How important is dancing spiritually? Our text would have the dancing as simply a form of celebrating, kind of like dancing at a wedding. But dancing, cross culturally, has also been a spiritual practice, a common method of inducing trance so that men and women can connect to the divine. Dancing to trance seems present amongst male Hasidim (aided by alcohol) on joyous occasions, and there is some effort at reclaiming dancing amongst alternative Jews such as Latifa Kropf’s practice which she borrowed from Sufi dances of peace. Sufi Dances of peace, ironically enough, was started by a Jew, Samuel Lewis who was descended from the Levi Strauss empire on his paternal side and the Rothschild family on his maternal side.
If we want to be whole, I believe, we need to incorporate both what might be called male and female aspect. We need prophets and prophetesses, we need to dance with timbrels in our hands and we need to be warriors (though perhaps in a less violent way). If we look at where we are incomplete in our lives, there’s a decent chance that we’ve cut ourselves off from our male or female sides.
How do you reconcile those two images of warrior and healer? Which speaks to you when? Does the warrior image need to be as violent as it is routinely portrayed? Does the unity of these disparate images in one being make felt or intuitive sense to you? Do you have any experience with dancing as a spiritual practice?
QUESTIONS
How do you regard the Exodus story—myth or history? Do you believe in the need for external and internal transformation? Which path calls you more? What do you find yourself doing more of?

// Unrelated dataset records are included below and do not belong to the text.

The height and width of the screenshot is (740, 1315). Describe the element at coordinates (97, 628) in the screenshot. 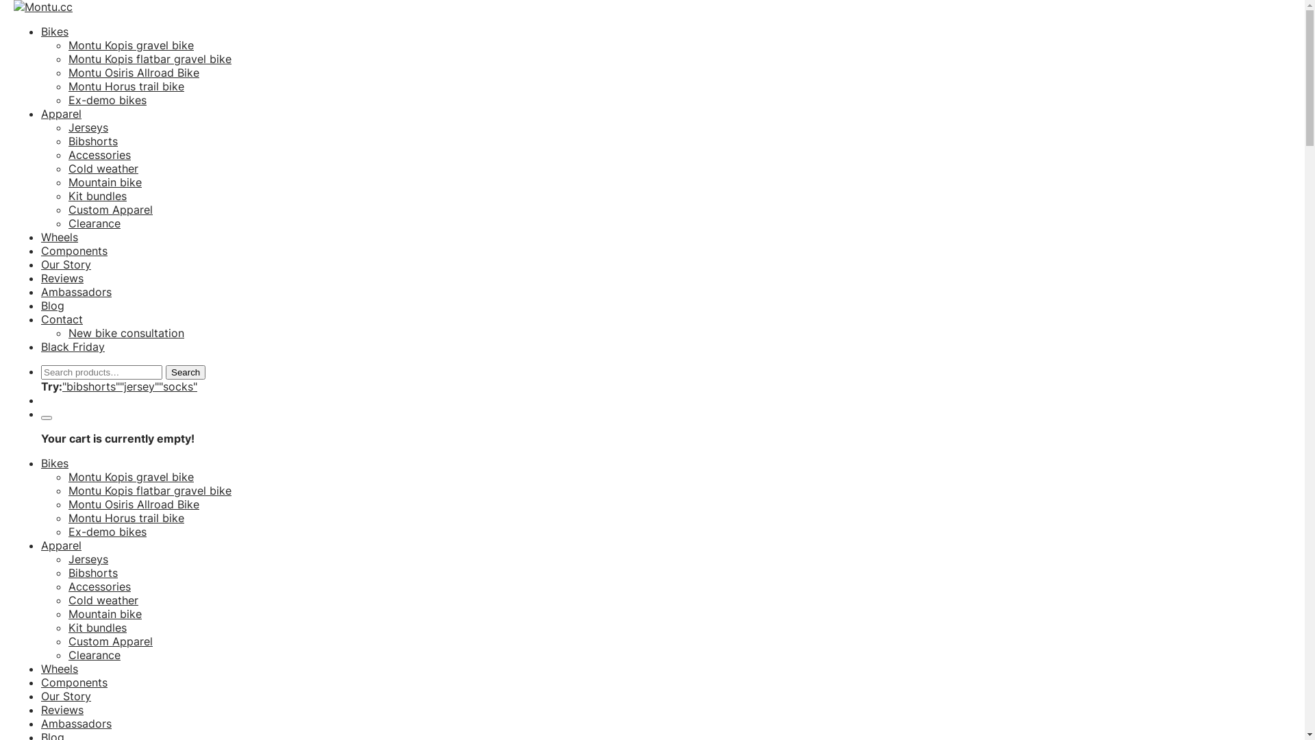

I see `Kit bundles` at that location.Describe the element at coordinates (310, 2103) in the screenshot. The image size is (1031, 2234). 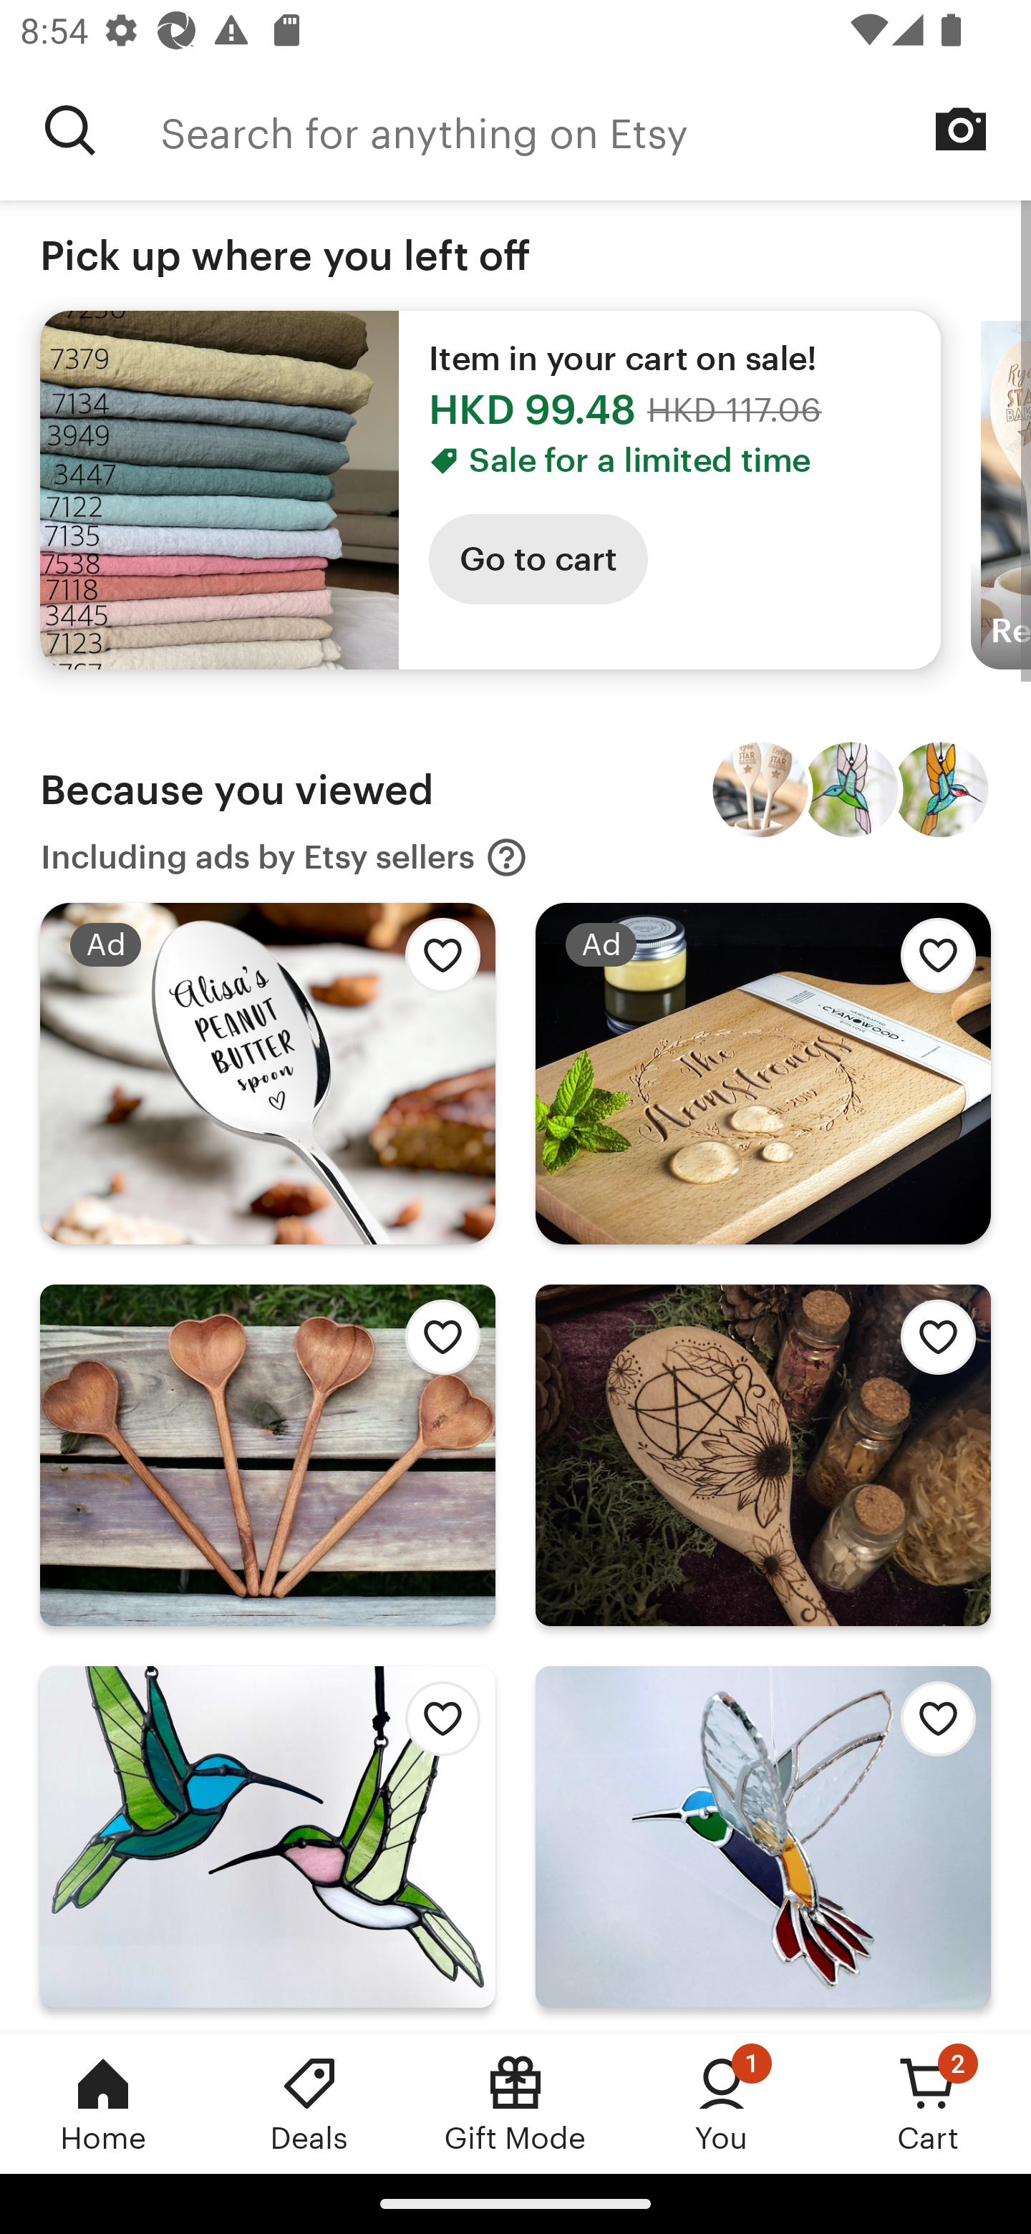
I see `Deals` at that location.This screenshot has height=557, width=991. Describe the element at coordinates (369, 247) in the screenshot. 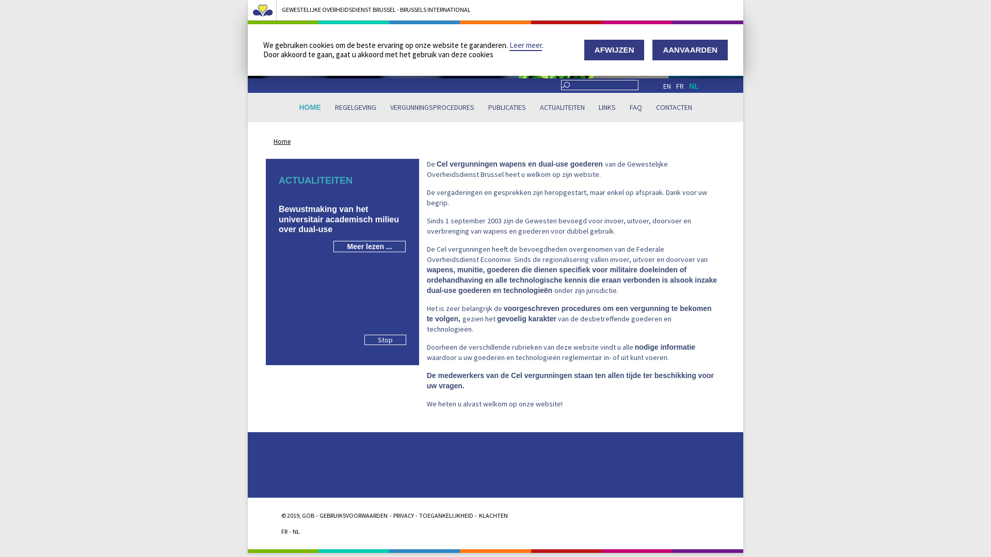

I see `Meer lezen ...` at that location. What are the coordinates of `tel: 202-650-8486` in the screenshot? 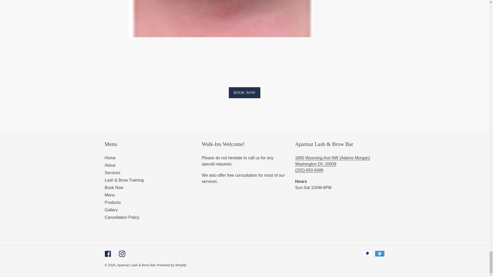 It's located at (309, 170). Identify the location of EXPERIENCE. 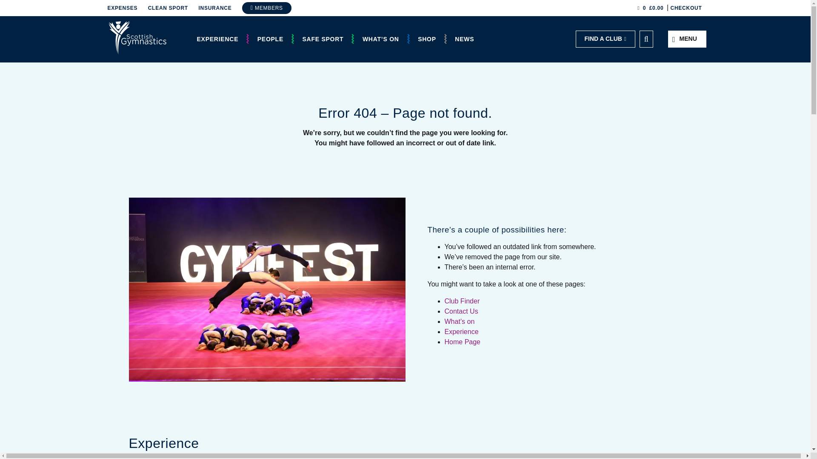
(217, 39).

When was the last time you were spiritually uncomfortable? What did you learn from that? How do you relate to the fact that we will all die? What are your beliefs about death?
Bones. How do you define your lineage? How connected are you with it? What’s your perspective on reincarnation? What about the materiality of the soul?
How do you reconcile those two images of warrior and healer? Which speaks to you when? Does the warrior image need to be as violent as it is routinely portrayed? Does the unity of these disparate images in one being make felt or intuitive sense to you? Do you have any experience with dancing as a spiritual practice?